I double-space my stuff, use a 12 point courier-font, and have a cover page on everything. I write with Microsoft Word Starter.
I use Scrivener; it's good for planning and executing the story, and then it compiles it into a Word document. You can make all sorts of edits to the manuscript before it's even compiled, like inserting page breaks or messing around with the font, but it produces a very high-quality, standard manuscript that follows all of the correct formats. It has the headers and everything, too, and I usually just do a run-through at the end and go over everything to make it's formatted how I want.
I have the starter on my netbook and the regular version on my laptop. Been meaning to try what Courtney suggested, but haven't gotten around to it. I guess I want to stick to an idea first. I'm all over the place when it comes to ideas. Thanks for the reminder, Courtney!
There is no standard, but for $45 Scrivener is a great choice. Write with whatever floats your boat. I use Google Docs (so that I can write draft work from any Internet-connected computer) and am experimenting with using Scrivener for final revisions (I like that I can put each scene in its own file and that I can write copious notes and add research material directly to the project).
Before that, I used the regular version of Word for many years.
As long as you can also get headers with Starter (each page after the title page should have yourname/title/pagenumber in the upper-right corner), Starter sounds fine to use.
OpenOffice is free and does everything you need.
Really, all you need is a program that lets you type words and save them in a format that is acceptable for editors, like .doc, or .rtf.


> **Task to complete**: Set down each record below precisely, skipping the pictures.

[Free-text object descriptions]
****************************************

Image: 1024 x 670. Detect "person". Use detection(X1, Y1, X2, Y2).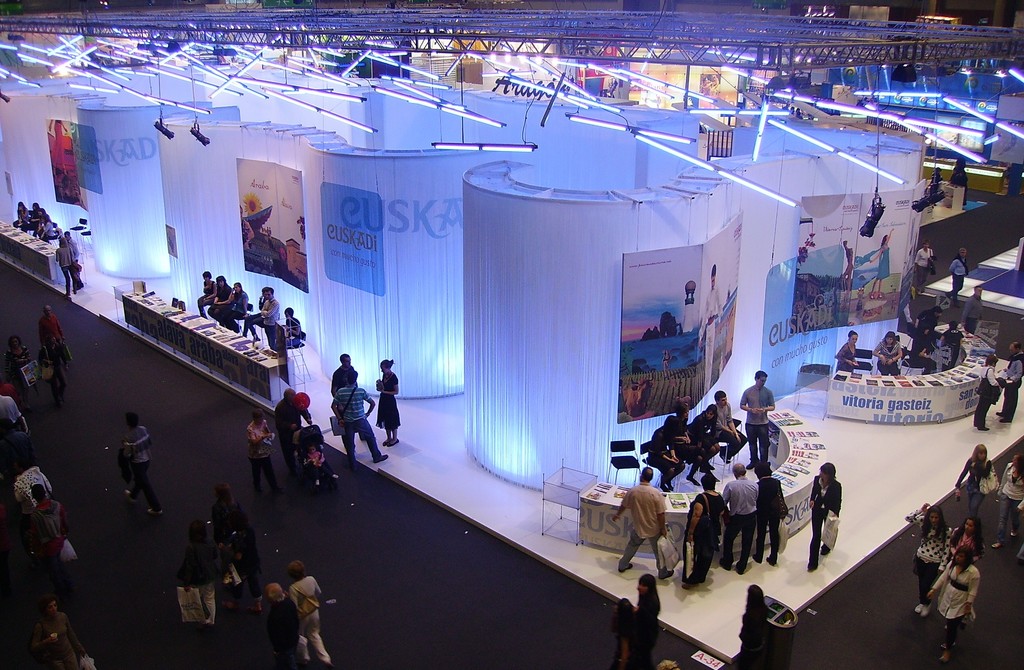
detection(916, 536, 984, 663).
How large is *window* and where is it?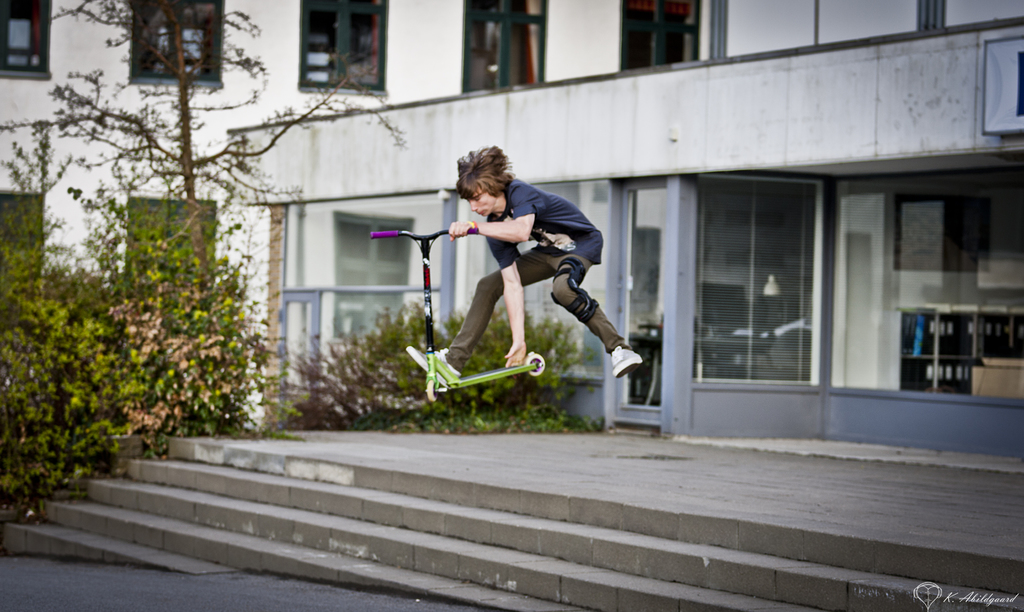
Bounding box: BBox(1, 0, 52, 85).
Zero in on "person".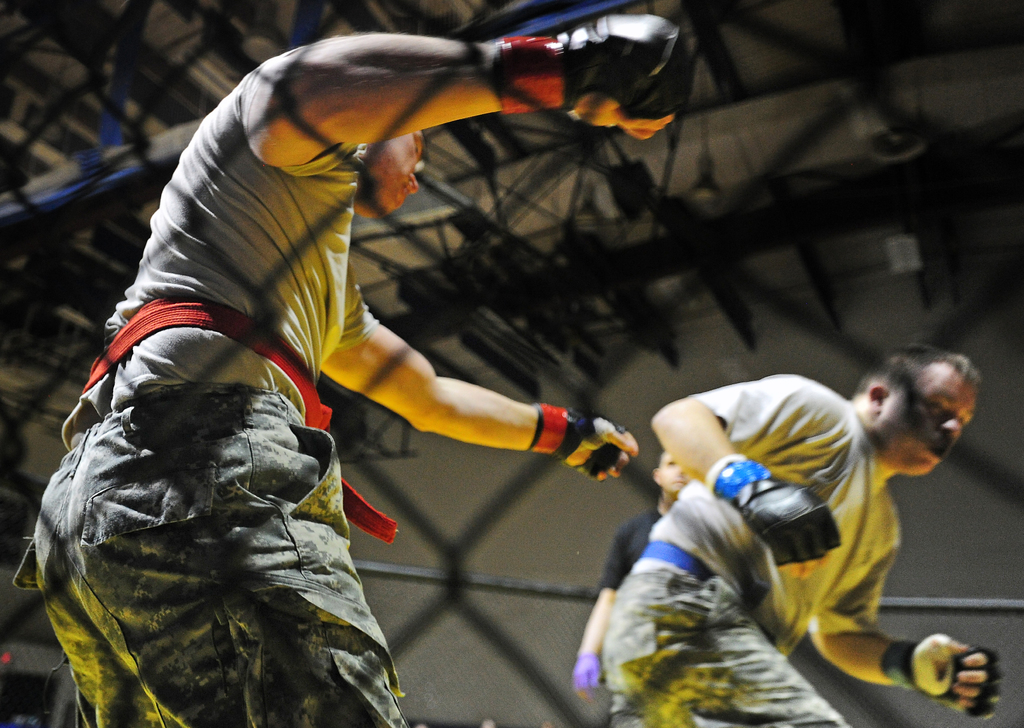
Zeroed in: detection(18, 1, 701, 727).
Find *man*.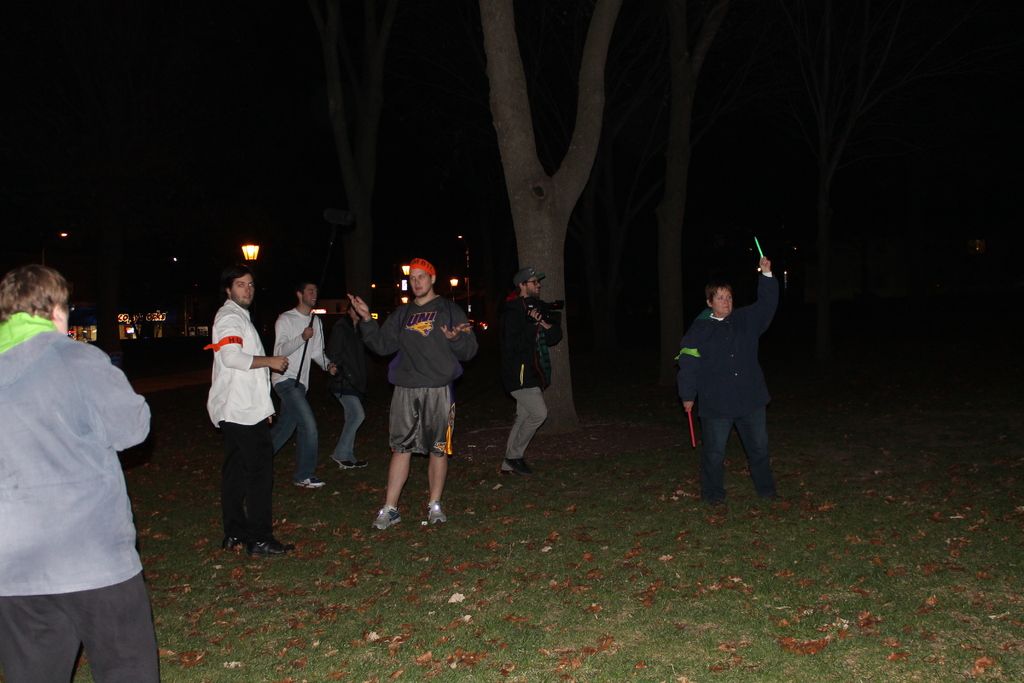
211, 268, 294, 556.
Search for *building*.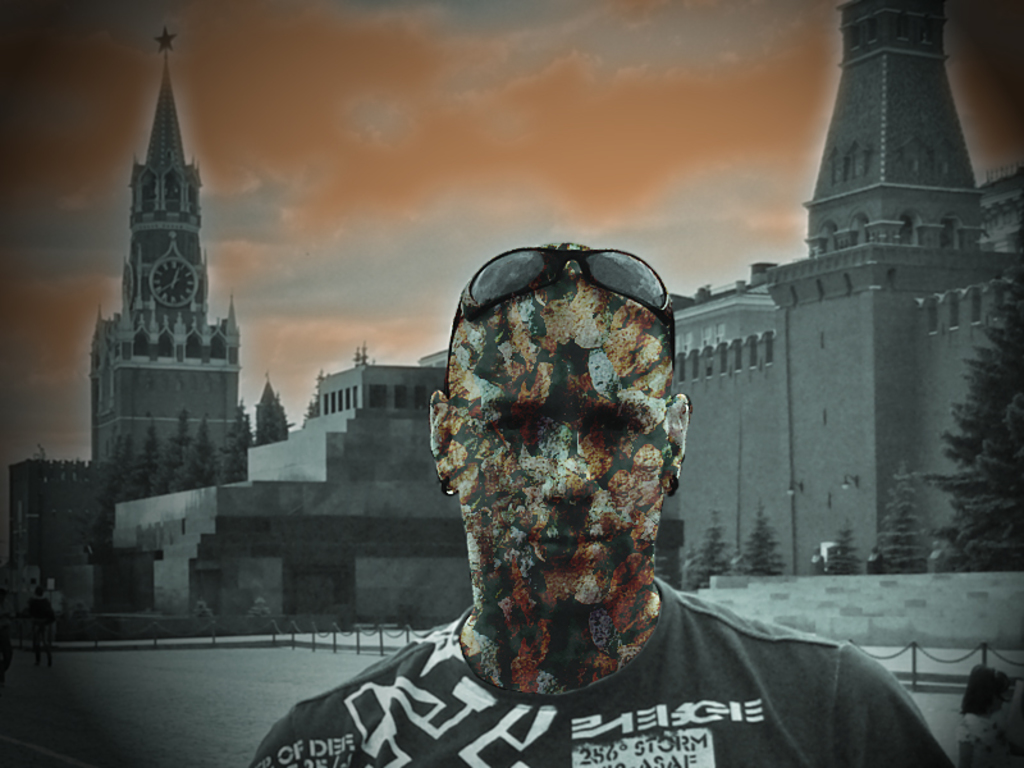
Found at <box>5,0,1023,636</box>.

****************************************

> **Answer below**:
Image: 1024 x 670. Detect "person". Use detection(X1, Y1, X2, Y2).
detection(916, 536, 984, 663).
How large is *window* and where is it?
Bounding box: BBox(1, 0, 52, 85).
Zero in on "person".
Zeroed in: detection(18, 1, 701, 727).
Find *man*.
211, 268, 294, 556.
Search for *building*.
Found at <box>5,0,1023,636</box>.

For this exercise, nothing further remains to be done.